Spitzer as Microlens Parallax Satellite: Mass Measurement for the OGLE-2014-BLG-0124L Planet and its Host Star
A. Udalski, J.C. Yee, A. Gould, S. Carey, W. Zhu, J. Skowron, S., Koz{\l}owski, R. Poleski, P. Pietrukowicz, G. Pietrzy\'nski, M.K., Szyma\'nski, P. Mr\'oz, I. Soszy\'nski, K. Ulaczyk, {\L}. Wyrzykowski, C., Han, S. Calchi Novati, R.W. Pogge

TL;DR
This paper demonstrates how combining Spitzer space telescope data with ground observations enables precise measurement of microlens parallax, leading to accurate mass and distance estimates for a planetary system, marking a significant advancement in microlensing techniques.
Contribution
It introduces the first space-based parallax measurement for a microlensing planetary system, improving the precision of mass and distance determinations over ground-only data.
Findings
Spitzer data significantly improved parallax measurement precision.
First independent test of ground-based microlens parallax measurement.

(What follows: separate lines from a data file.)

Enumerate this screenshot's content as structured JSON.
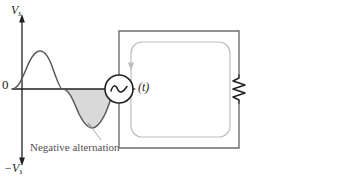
{
  "figure": {
    "panels": [
      {
        "id": "waveform",
        "name": "sine-waveform-plot",
        "axis_y_label_top": "V",
        "axis_y_label_top_sub": "s",
        "axis_y_label_bottom": "−V",
        "axis_y_label_bottom_sub": "s",
        "origin_label": "0",
        "axis_x_label": "(t)",
        "annotation": "Negative alternation",
        "shaded_region_color": "#d9d9d9",
        "curve_color": "#58595b",
        "axis_color": "#231f20",
        "annotation_color": "#555052",
        "leader_color": "#a7a9ac"
      },
      {
        "id": "circuit",
        "name": "ac-source-resistor-circuit",
        "source_label": "V",
        "source_label_sub": "s",
        "source_symbol": "ac-sine-source",
        "terminal_negative": "−",
        "terminal_positive": "+",
        "current_label": "I",
        "current_direction": "clockwise-down-left",
        "resistor_label": "R",
        "wire_color": "#6d6e71",
        "loop_color": "#bcbec0",
        "component_color": "#231f20"
      }
    ]
  }
}
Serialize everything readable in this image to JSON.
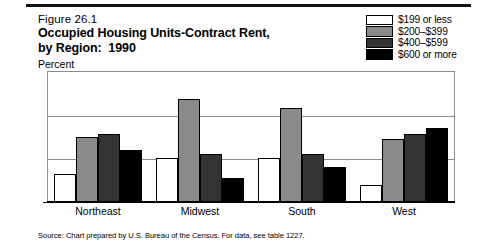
{
  "figure": {
    "number": "Figure 26.1",
    "title_line1": "Occupied Housing Units-Contract Rent,",
    "title_line2": "by Region:  1990",
    "unit_label": "Percent",
    "source": "Source: Chart prepared by U.S. Bureau of the Census. For data, see table 1227."
  },
  "colors": {
    "series1": "#ffffff",
    "series2": "#8a8a8a",
    "series3": "#333333",
    "series4": "#000000",
    "grid": "#8d8d8d",
    "axis": "#000000",
    "rule": "#111111"
  },
  "chart_data": {
    "type": "bar",
    "title": "Occupied Housing Units-Contract Rent, by Region:  1990",
    "xlabel": "",
    "ylabel": "Percent",
    "ylim": [
      0,
      60
    ],
    "yticks": [
      0,
      20,
      40,
      60
    ],
    "grid": true,
    "legend_position": "top-right",
    "categories": [
      "Northeast",
      "Midwest",
      "South",
      "West"
    ],
    "series": [
      {
        "name": "$199 or less",
        "color": "#ffffff",
        "values": [
          13,
          20,
          20,
          8
        ]
      },
      {
        "name": "$200–$399",
        "color": "#8a8a8a",
        "values": [
          30,
          47,
          43,
          29
        ]
      },
      {
        "name": "$400–$599",
        "color": "#333333",
        "values": [
          31,
          22,
          22,
          31
        ]
      },
      {
        "name": "$600 or more",
        "color": "#000000",
        "values": [
          24,
          11,
          16,
          34
        ]
      }
    ]
  }
}
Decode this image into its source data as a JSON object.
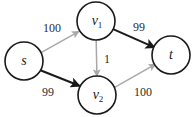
{
  "diagram": {
    "background_color": "#ffffff",
    "node_stroke_color": "#1a1a1a",
    "edge_colors": {
      "dark": "#1a1a1a",
      "light": "#a8a8a8"
    },
    "nodes": [
      {
        "id": "s",
        "label": "s",
        "sub": "",
        "cx": 24,
        "cy": 61,
        "r": 19
      },
      {
        "id": "v1",
        "label": "v",
        "sub": "1",
        "cx": 96,
        "cy": 21,
        "r": 19
      },
      {
        "id": "v2",
        "label": "v",
        "sub": "2",
        "cx": 97,
        "cy": 95,
        "r": 19
      },
      {
        "id": "t",
        "label": "t",
        "sub": "",
        "cx": 171,
        "cy": 55,
        "r": 19
      }
    ],
    "edges": [
      {
        "id": "s-v1",
        "from": "s",
        "to": "v1",
        "capacity": "100",
        "color": "light",
        "label_x": 52,
        "label_y": 28
      },
      {
        "id": "s-v2",
        "from": "s",
        "to": "v2",
        "capacity": "99",
        "color": "dark",
        "label_x": 48,
        "label_y": 92
      },
      {
        "id": "v1-v2",
        "from": "v1",
        "to": "v2",
        "capacity": "1",
        "color": "light",
        "label_x": 107,
        "label_y": 59
      },
      {
        "id": "v1-t",
        "from": "v1",
        "to": "t",
        "capacity": "99",
        "color": "dark",
        "label_x": 139,
        "label_y": 27
      },
      {
        "id": "v2-t",
        "from": "v2",
        "to": "t",
        "capacity": "100",
        "color": "light",
        "label_x": 143,
        "label_y": 92
      }
    ]
  }
}
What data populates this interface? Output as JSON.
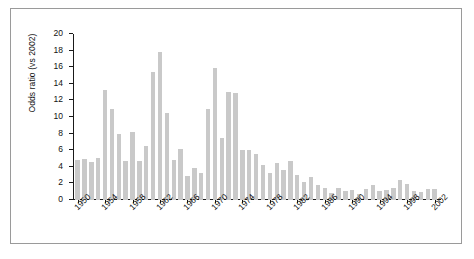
{
  "figure": {
    "name": "odds-ratio-by-year-bar-chart"
  },
  "chart_data": {
    "type": "bar",
    "title": "",
    "xlabel": "",
    "ylabel": "Odds ratio (vs 2002)",
    "ylim": [
      0,
      20
    ],
    "ytick_labels": [
      "0",
      "2",
      "4",
      "6",
      "8",
      "10",
      "12",
      "14",
      "16",
      "18",
      "20"
    ],
    "yticks": [
      0,
      2,
      4,
      6,
      8,
      10,
      12,
      14,
      16,
      18,
      20
    ],
    "xtick_labels": [
      "1950",
      "1954",
      "1958",
      "1962",
      "1966",
      "1970",
      "1974",
      "1978",
      "1982",
      "1986",
      "1990",
      "1994",
      "1998",
      "2002"
    ],
    "xticks": [
      1950,
      1954,
      1958,
      1962,
      1966,
      1970,
      1974,
      1978,
      1982,
      1986,
      1990,
      1994,
      1998,
      2002
    ],
    "grid": false,
    "legend": false,
    "bar_color": "#c9c9c9",
    "axis_color": "#1a1a1a",
    "categories": [
      1950,
      1951,
      1952,
      1953,
      1954,
      1955,
      1956,
      1957,
      1958,
      1959,
      1960,
      1961,
      1962,
      1963,
      1964,
      1965,
      1966,
      1967,
      1968,
      1969,
      1970,
      1971,
      1972,
      1973,
      1974,
      1975,
      1976,
      1977,
      1978,
      1979,
      1980,
      1981,
      1982,
      1983,
      1984,
      1985,
      1986,
      1987,
      1988,
      1989,
      1990,
      1991,
      1992,
      1993,
      1994,
      1995,
      1996,
      1997,
      1998,
      1999,
      2000,
      2001,
      2002
    ],
    "values": [
      4.8,
      5.0,
      4.6,
      5.1,
      13.3,
      11.0,
      8.0,
      4.7,
      8.2,
      4.7,
      6.5,
      15.4,
      17.8,
      10.5,
      4.8,
      6.1,
      2.9,
      3.9,
      3.3,
      11.0,
      15.9,
      7.5,
      13.0,
      12.9,
      6.0,
      6.0,
      5.6,
      4.2,
      3.2,
      4.4,
      3.6,
      4.7,
      3.0,
      2.2,
      2.8,
      1.8,
      1.4,
      0.9,
      1.5,
      1.1,
      1.2,
      0.7,
      1.3,
      1.8,
      1.1,
      1.2,
      1.4,
      2.4,
      1.9,
      1.1,
      1.0,
      1.3,
      1.3
    ]
  }
}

Masses of planet and host star are accurately determined.
Abstract
We combine Spitzer and ground-based observations to measure the microlens parallax vector , and so the mass and distance of OGLE-2014-BLG-0124L, making it the first microlensing planetary system with a space-based parallax measurement. The planet and star have masses and and are separated by AU in projection. The main source of uncertainty in all these numbers (approximately 30%, 30%, and 20%) is the relatively poor measurement of the Einstein radius , rather than uncertainty in , which is measured with 2.5% precision. This compares to 22% based on OGLE data alone, implying that the Spitzer data provide not only a substantial improvement in the precision of the measurement but also the first independent test of a ground-based …
Peer Reviews
No public reviews on file for this paper yet. If you reviewed it on a platform where reviews are public (OpenReview, ICLR, NeurIPS, ICML), you can paste yours below so the community can read it here.
Videos
No videos yet. Explain this paper in a talk, walkthrough, or lecture? Add one.